If I were to have a conversation today with 10-year-old me, I would thank her for laying the foundation for what has truly been a nearly three-decades-long adventure masked as a career.
I often tell people that I never found journalism; journalism found me by way of a fifth-grade current events discussion and the love of writing I developed even earlier.
There I was, the MOST INTROVERTED kid you’ve ever met, navigating life in the 1980s when everything just seemed to be so loud. Arcades were loud. Fashion was loud. Shows like Miami Vice were loud. The addition of Ozzy Osbourne to my local radio station’s playlist was loud.

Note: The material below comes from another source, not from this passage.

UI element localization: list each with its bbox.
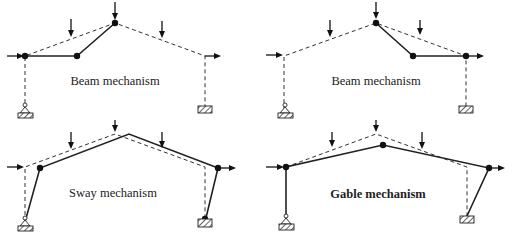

I found solace after school by putting pen to paper, tucked away in my room surrounded by silence. I filled notebooks with what would be classified today as handwritten YA novels, and I illustrated them with photographs I cut out of tattered issues of Seventeen. Journaling was also an outlet for the general awkwardness I felt in my youth (Who am I kidding? It’s still there today – haha). I recently revisited a 1990s era diary in which I religiously scrawled every night. It reads like a passage from Sweet Valley High with my personal naivete intertwined. These memories captured while so fresh are treasures now in my adult life.
In fifth grade, on one particular day, a Social Studies lesson included a conversation about news headlines. It occurred to me that the reason we knew what was happening in the world was the anchor who came into our homes via television each evening at 6 and 11. Talk about a huge responsibility! The more I learned about journalism, the more I wanted to make it my chosen profession. It was the culmination of everything I could ever want in a job. Help people? Share stories happening in communities? Yes and yes, and I could also write. I earned my first paychecks in radio while I was still in college. Television news followed, then hosting and producing with public relations media outreach and executive communication, essentially ghostwriting, added to the mix. I haven’t looked back. I still love this work as much as I did so many decades ago. I recognize how blessed I am.
I am new to the Board of James River Writers, and I am thoroughly enjoying this time of learning about you and where I fit in with my experiences. We have all traveled different avenues for our craft, but what is the same is our desire to use words to create snapshots in time. Telling stories, whether real or imagined, is the joy we all share.